Disability Rights, and Wrongs: The David Lepodcast

Smart Strategies, Real Change: Lessons from a Landmark Autism Campaign

Episode Summary

In this episode, you’ll hear from Bruce MacIntosh about a remarkable disability advocacy campaign he helped organize in the 2000s. It centered around hugely problematic, arguably unconstitutional, age cutoffs for crucial government funded therapies for Ontarian children with Autism. The 26 events they put on directly lead to the government backing down. While this was only one small chapter in a much larger advocacy battle, this moment showed that successes can be had when a motivated group of advocates utilize smart strategies and clever messaging. It's great to hear disability advocacy stories that lead to real progress but this episode is about extracting the specific elements that made the campaign successful, like creativity, a practical organizational structure and precise messaging, among many others.

Episode Notes

In this episode, you’ll hear from Bruce MacIntosh about a remarkable disability advocacy campaign he helped organize in the 2000s. It centered around hugely problematic, arguably unconstitutional, age cutoffs for crucial government funded therapies for Ontarian children with Autism. The 26 events they put on directly lead to the government backing down. While this was only one small chapter in a much larger advocacy battle, this moment showed that successes can be had when a motivated group of advocates utilize smart strategies and clever messaging. 

It's great to hear disability advocacy stories that lead to real progress but this episode is about extracting the specific elements that made the campaign successful, like creativity, a practical organizational structure and precise messaging, among many others.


### Task prompt
Once the line holding "At what (x,y)" is found in the entries below, restate it and each line after it word for word, with no pictures.

### Records for the exercise
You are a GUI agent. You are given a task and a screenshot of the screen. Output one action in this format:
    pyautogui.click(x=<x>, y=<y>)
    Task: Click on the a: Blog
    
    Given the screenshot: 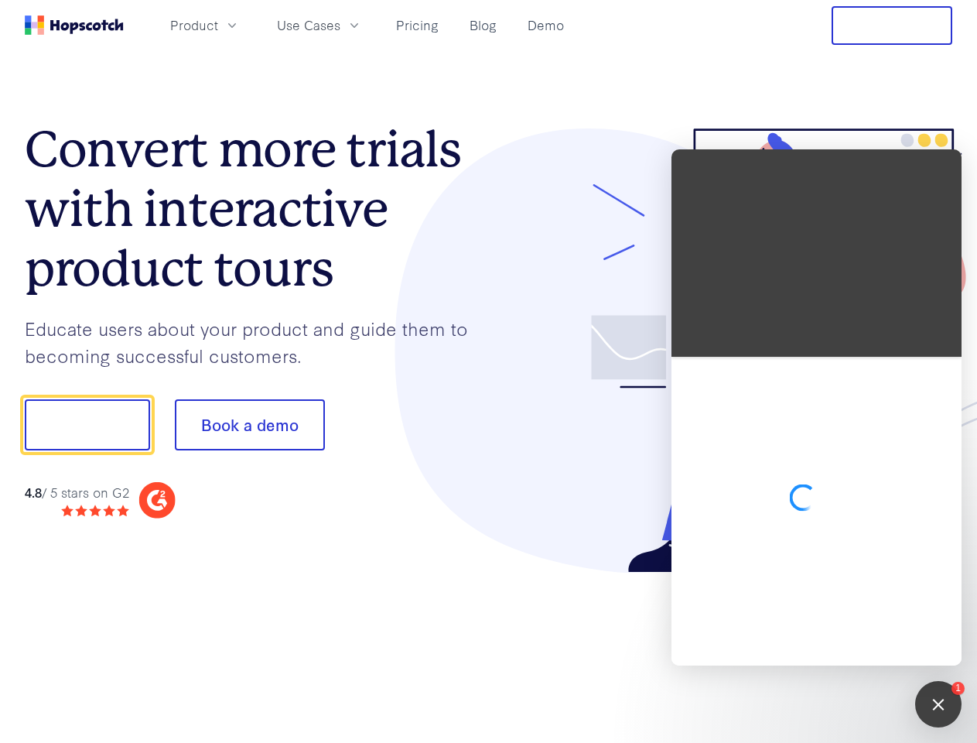 What is the action you would take?
    pyautogui.click(x=483, y=25)
    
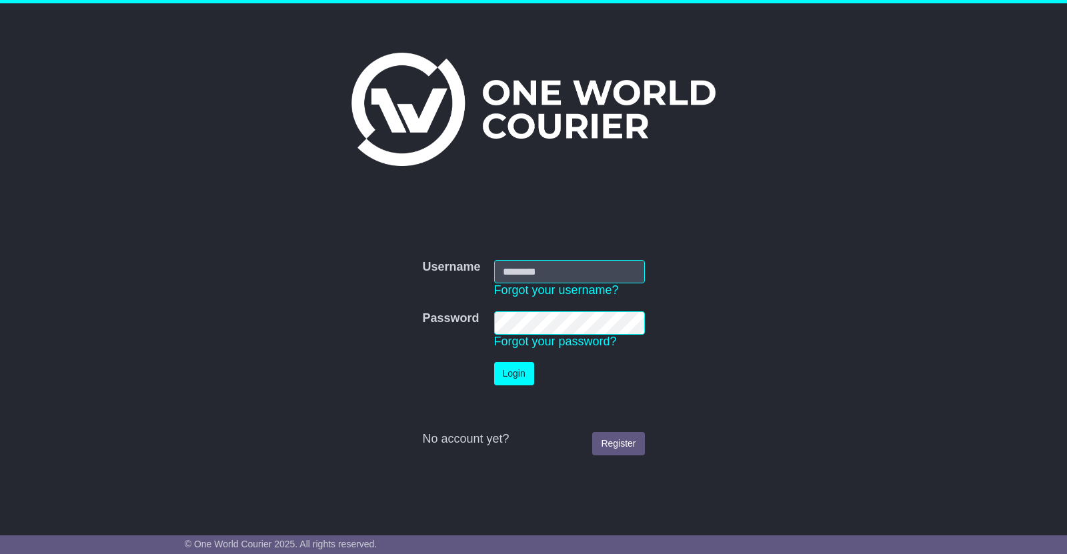 This screenshot has height=554, width=1067. Describe the element at coordinates (556, 342) in the screenshot. I see `a: Forgot your password?` at that location.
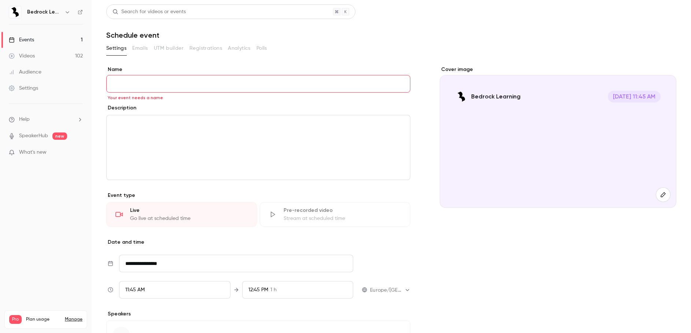  Describe the element at coordinates (258, 148) in the screenshot. I see `div: editor` at that location.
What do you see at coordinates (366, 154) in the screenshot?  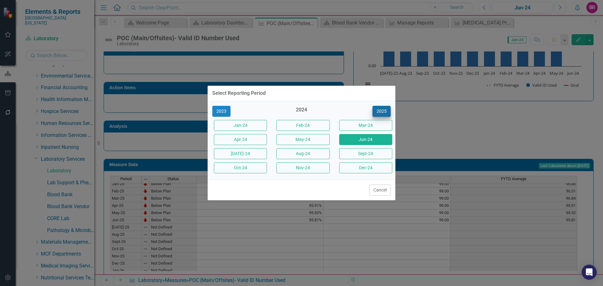 I see `button: Sept-24` at bounding box center [366, 154].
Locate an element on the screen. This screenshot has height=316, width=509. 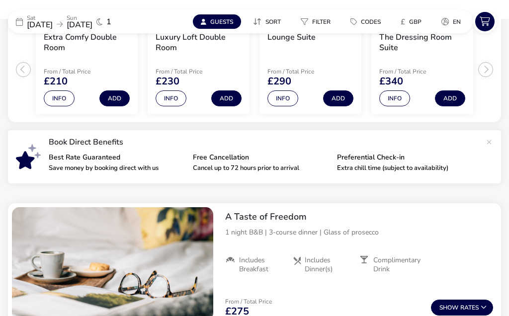
span: Guests is located at coordinates (222, 22).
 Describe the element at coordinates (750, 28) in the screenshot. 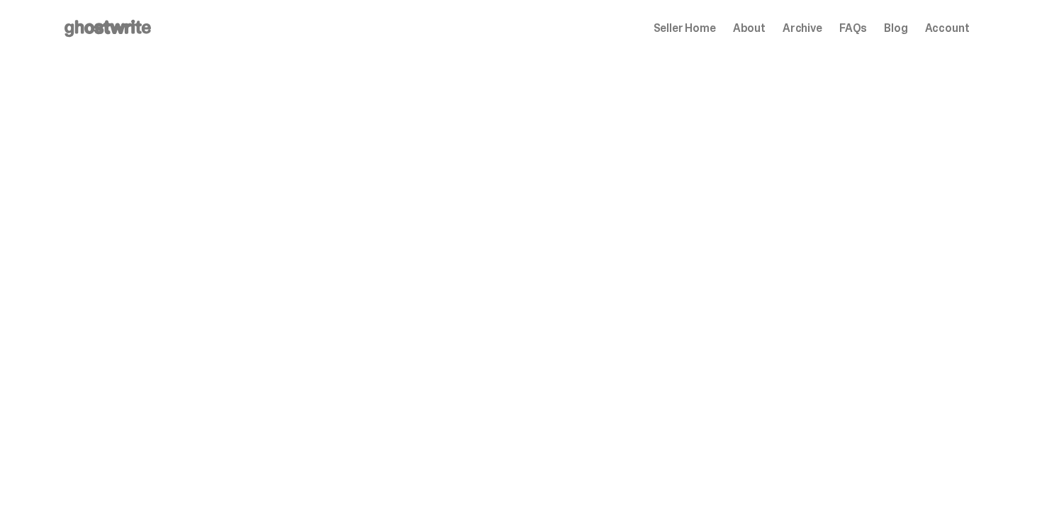

I see `span: About` at that location.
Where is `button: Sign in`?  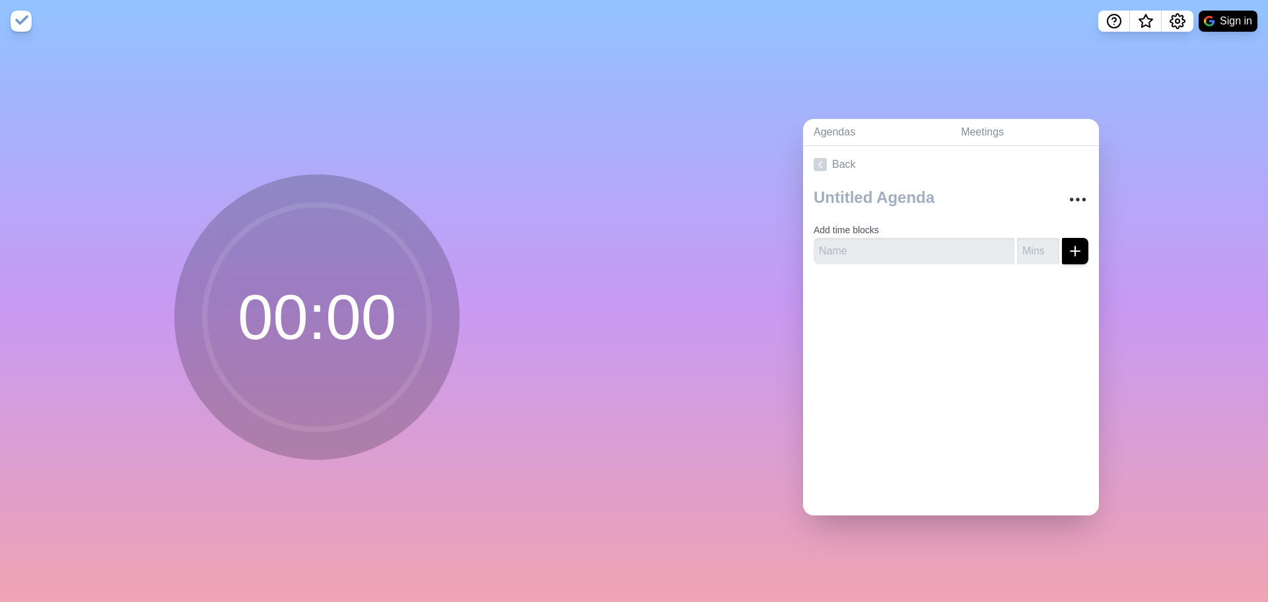 button: Sign in is located at coordinates (1228, 21).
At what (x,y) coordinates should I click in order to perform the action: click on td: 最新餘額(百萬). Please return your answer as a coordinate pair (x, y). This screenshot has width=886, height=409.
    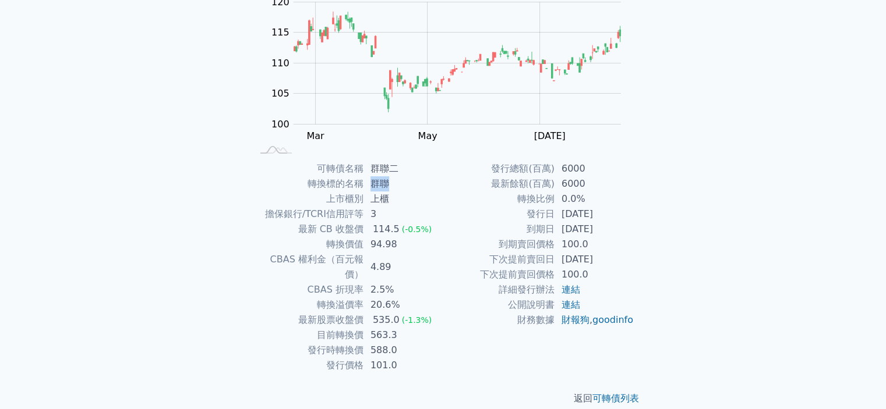
    Looking at the image, I should click on (499, 184).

### Answer
At what (x,y) coordinates should I click in order to perform the action: click on td: 最新餘額(百萬). Please return your answer as a coordinate pair (x, y). This screenshot has width=886, height=409.
    Looking at the image, I should click on (499, 184).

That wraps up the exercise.